Did you ever hear of the little girl who was asked by her Sunday school teacher if she wanted to go to heaven, and said, “Not if all these people are going to be there”? I take comfort in the fact that Jesus promised there are many rooms in his Father’s house, and I must confess that sometimes I pray, “Please, please, please Jesus, as you prepare those rooms and make the reservations, don’t assign me to a room with someone from that particular affinity group! (I won’t tell you which one, in case you’re a member of it.) I think there is no doubt about it, in my own life at least, and perhaps in yours as well, that loving other Presbyterians in this time and place may in fact be the most difficult thing that Jesus could have asked us to do.
But to love Jesus is to be obedient to his commandment — to strive to embrace somehow the unity that is God’s gift to us in Christ. Not simply for our own sake, but for the sake of the world: “I ask … that they may be one” (Jesus prayed) … “so that the world may believe that you have sent me, and have loved them even as you have loved me.” How is the world to know God? To be challenged? Not only through hearing our witness to the gospel, but by seeing and experiencing the embodied witness of a community united in love of one another.

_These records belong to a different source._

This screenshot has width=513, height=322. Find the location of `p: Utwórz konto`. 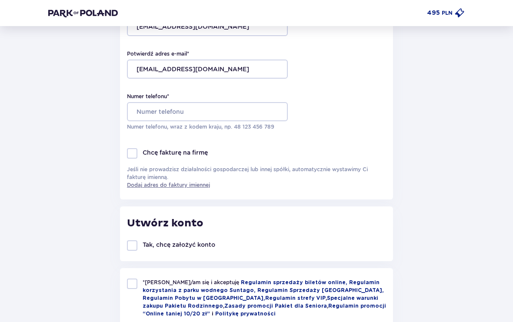

p: Utwórz konto is located at coordinates (165, 223).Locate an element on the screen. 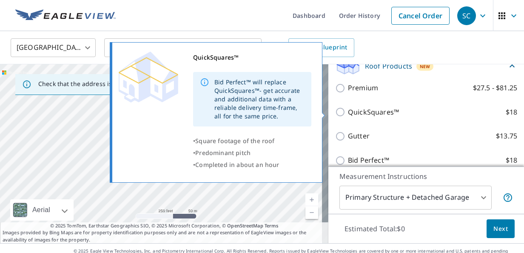 The height and width of the screenshot is (253, 524). a: Cancel Order is located at coordinates (421, 16).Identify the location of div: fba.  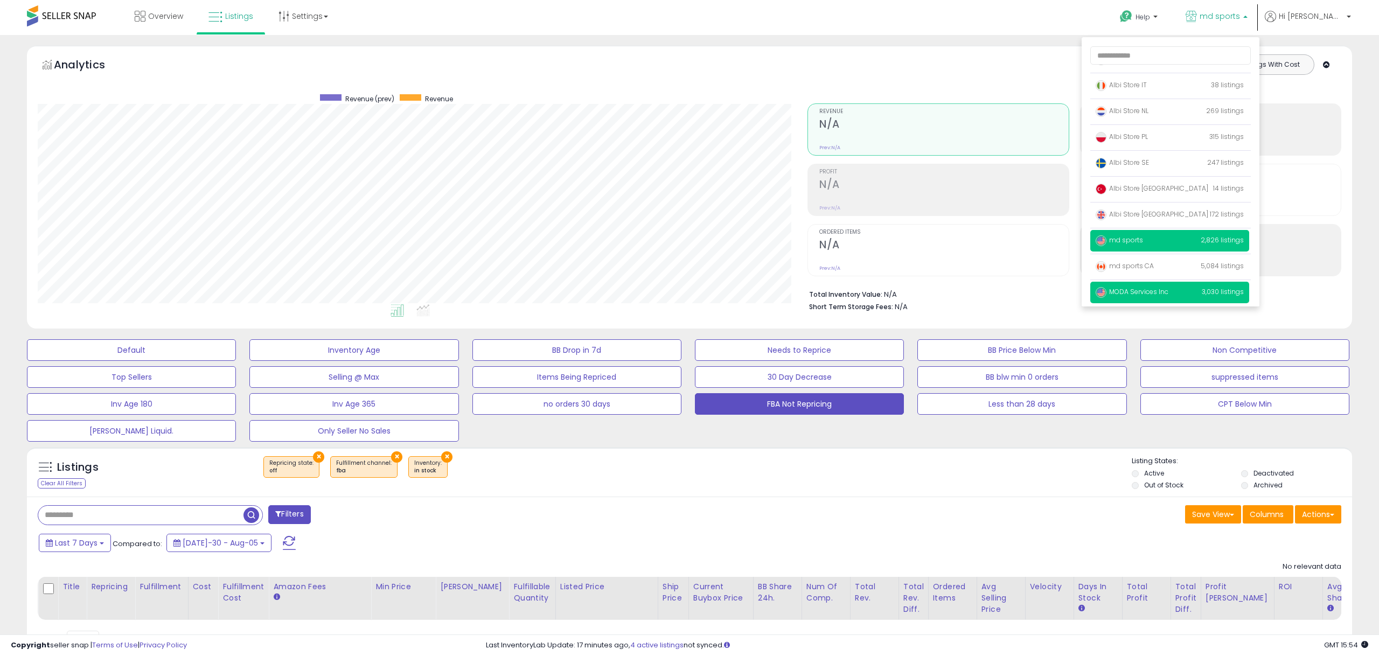
(364, 471).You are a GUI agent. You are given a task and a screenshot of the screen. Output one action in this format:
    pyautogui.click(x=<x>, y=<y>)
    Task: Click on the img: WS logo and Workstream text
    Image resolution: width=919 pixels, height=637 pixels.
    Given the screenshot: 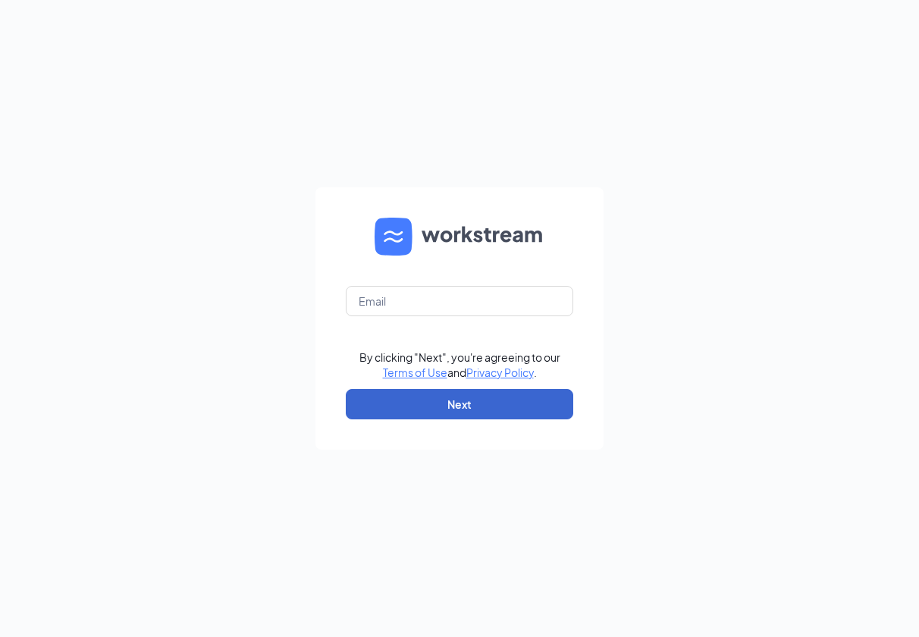 What is the action you would take?
    pyautogui.click(x=459, y=236)
    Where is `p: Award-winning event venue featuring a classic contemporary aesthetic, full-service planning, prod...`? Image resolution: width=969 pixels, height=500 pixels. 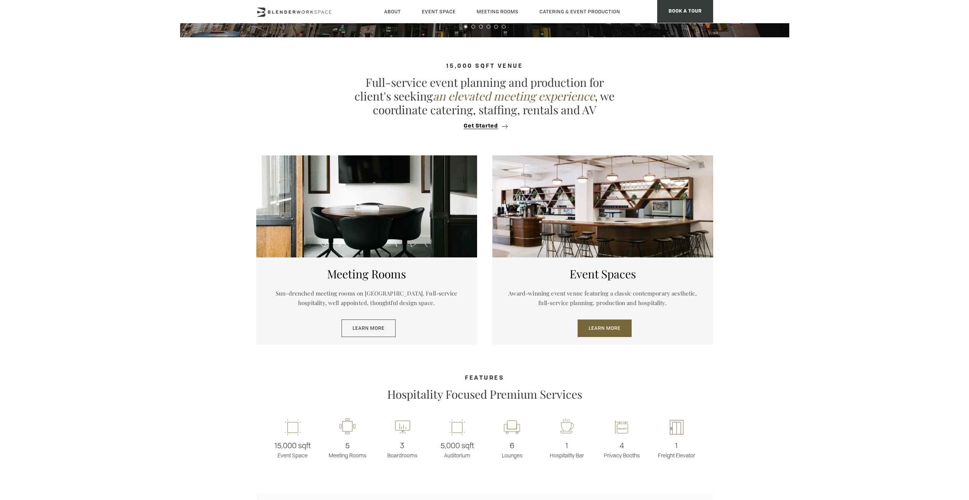 p: Award-winning event venue featuring a classic contemporary aesthetic, full-service planning, prod... is located at coordinates (602, 298).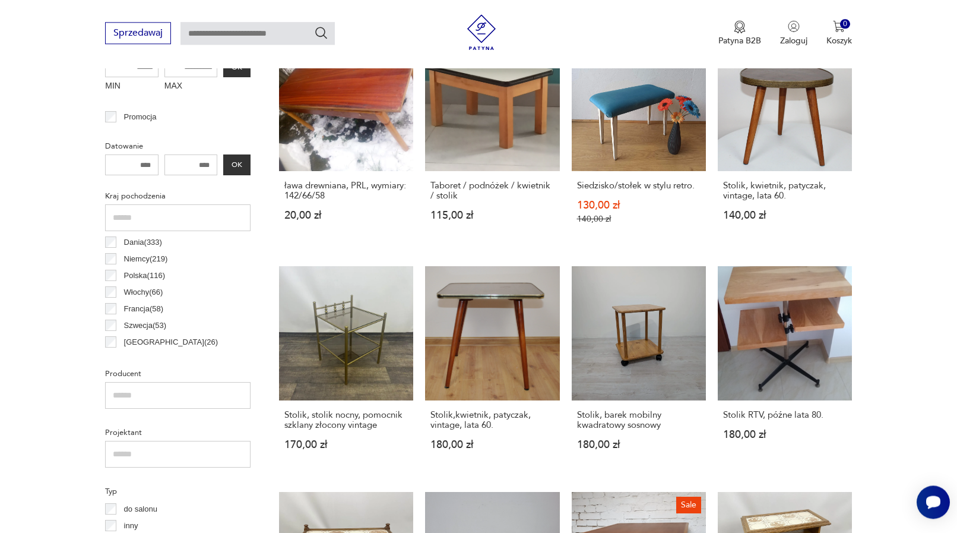  What do you see at coordinates (785, 142) in the screenshot?
I see `a: Stolik, kwietnik, patyczak, vintage, lata 60.Stolik, kwietnik, patyczak, vintage, lata 60.140,00 zł` at bounding box center [785, 142].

Now I think it is important to note that Jesus does not pray that we may all be the same, but that we may all be one — that we might love one another despite the differences that may divide us. The power of that kind of witness is captured, I think, in Kathleen Norris’s description of her first visit to a monastery. This is how she articulates her astonishment: “The person you’re quick to label and dismiss as a racist, a homophobe, a queer, an anti-Semite, a misogynist, a bigoted conservative, or bleeding-heart liberal is also a person you’re committed to live, work, pray, and dine with for the rest of your life. Anyone who knows a monastery well knows that it is no exaggeration to say that you find Al Franken and Rush Limbaugh living next door to each other … Barney Frank and Jesse Helms. Not only living together in close quarters, but working, eating, praying, and enjoying (and sometimes enduring) recreation together, every day.” (Amazing Grace: A Vocabulary of Faith, p. 158). That kind of witness cannot help but claim the attention of our polarized world, for only the divine love could be behind the mystery of it.

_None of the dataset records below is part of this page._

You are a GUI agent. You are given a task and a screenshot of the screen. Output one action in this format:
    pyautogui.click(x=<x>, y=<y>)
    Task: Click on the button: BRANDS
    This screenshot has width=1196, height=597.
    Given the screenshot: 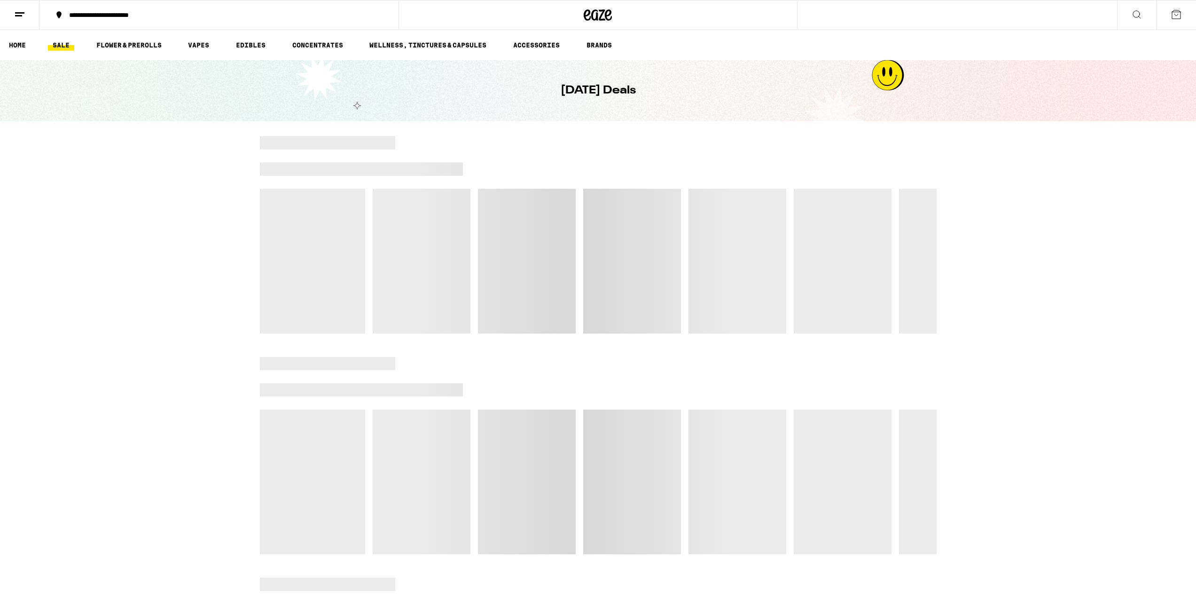 What is the action you would take?
    pyautogui.click(x=599, y=45)
    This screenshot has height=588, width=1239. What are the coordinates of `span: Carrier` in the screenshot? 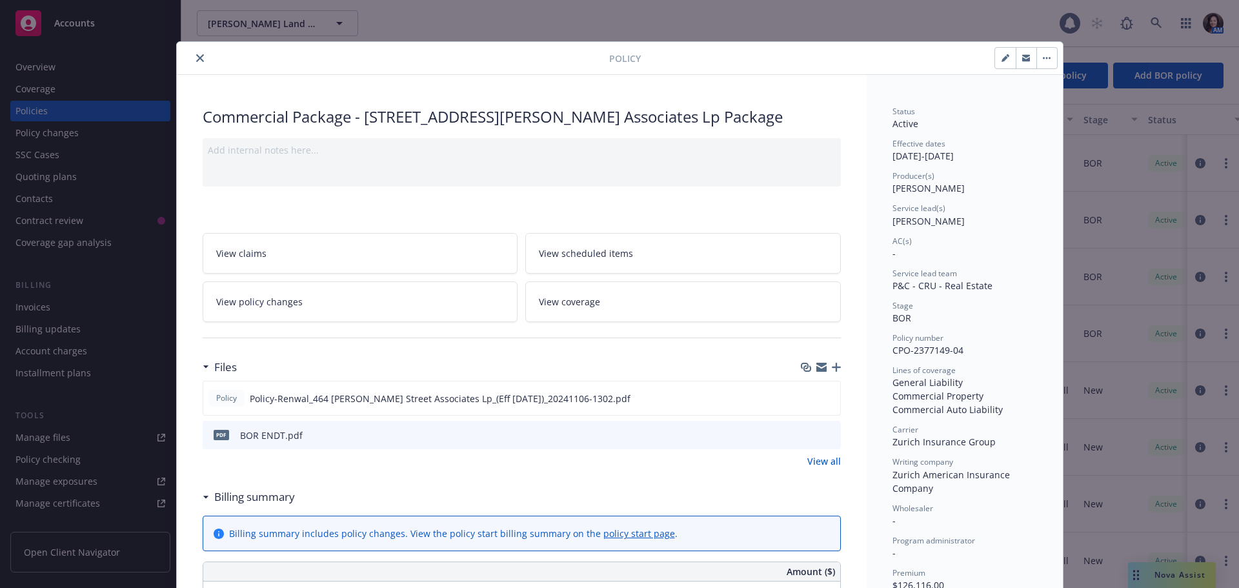 It's located at (905, 429).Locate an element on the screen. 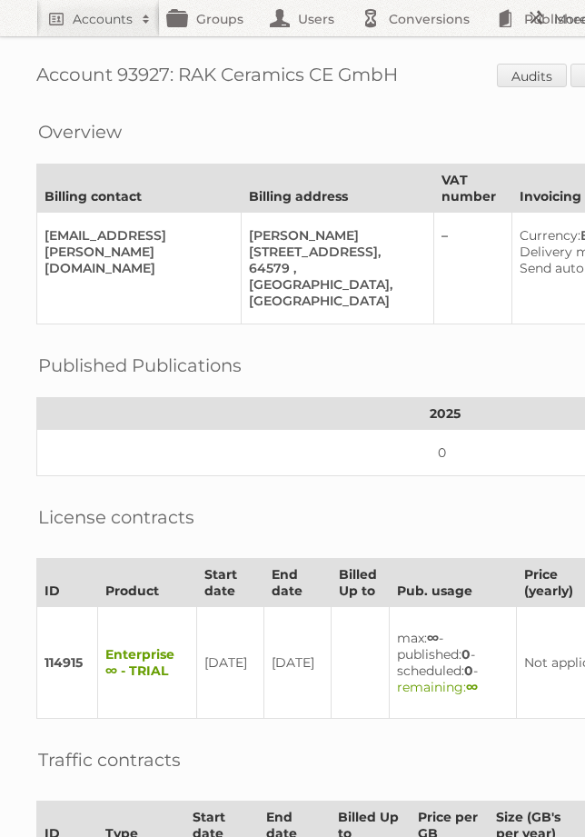  th: Pub. usage is located at coordinates (453, 583).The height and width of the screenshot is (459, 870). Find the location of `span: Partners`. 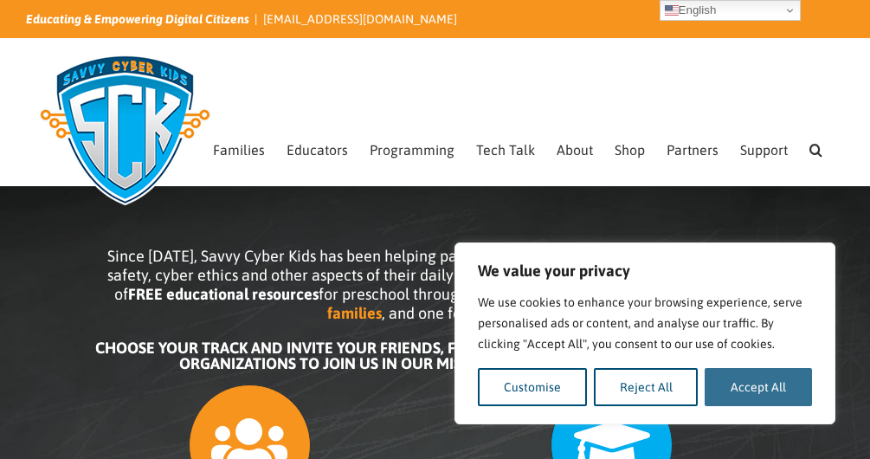

span: Partners is located at coordinates (692, 150).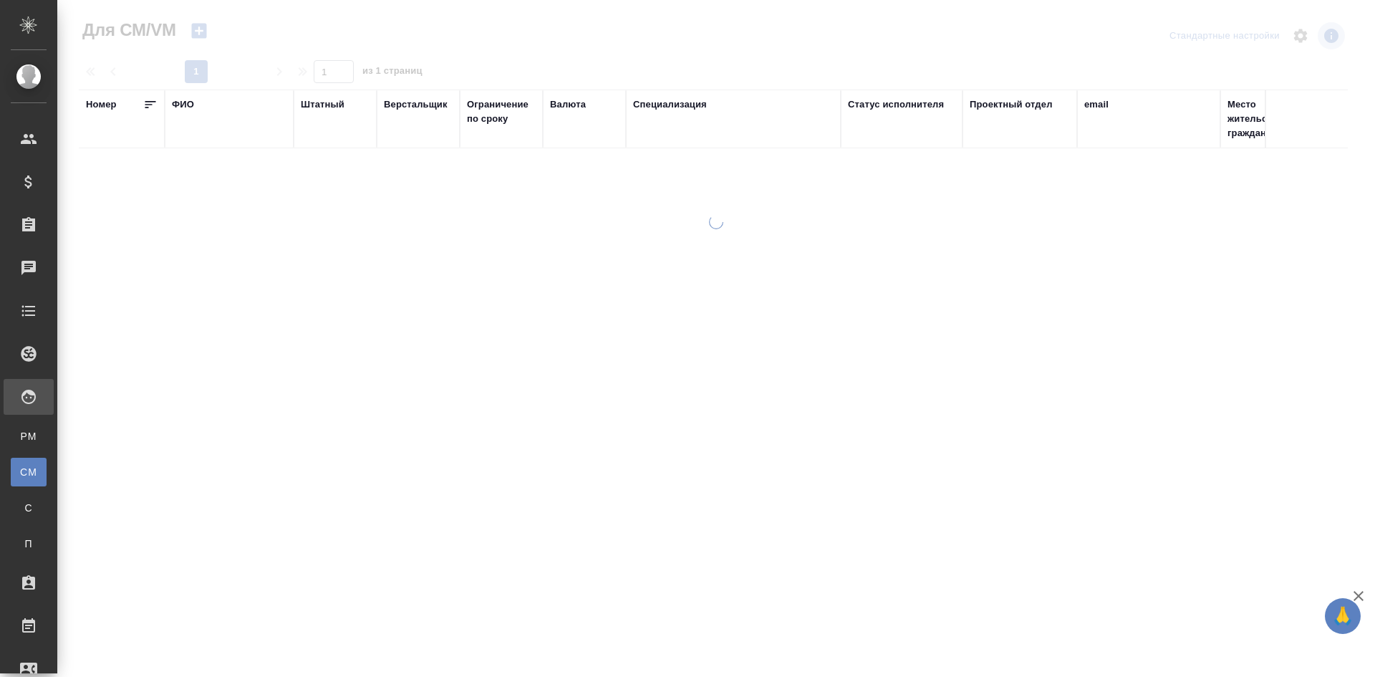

There is no question that the world is watching the PC(USA) right now, as we engage in highly publicized debates. To be “one” is not to say that we will be the same, that we will all agree, that there will be no conflict. But as we listen to Jesus pray, we are reminded that the quality of our life together — our ability to make visible the unique relationship that exists by God’s grace among us — is our most convincing testimony to the truth and power of the gospel we proclaim.
For this reason, Jesus’ prayer for our unity is the very heart of his prayer on our behalf — and at the heart of our ministry in the world in his name. May it be daily among our prayers for each other and our church as well. And Lord Jesus, keep praying for us too — that we may all be one, embodying in this world the divine love that is your gift to us, so that the world may know that God sent you.
*This study has already been published online on the Web site of the Theological Task Force. The author has given permission to reprint it.
Frances Taylor Gench is Professor of New Testament at Union Theological Seminary — Presbyterian School of Christian Education, Richmond, Va.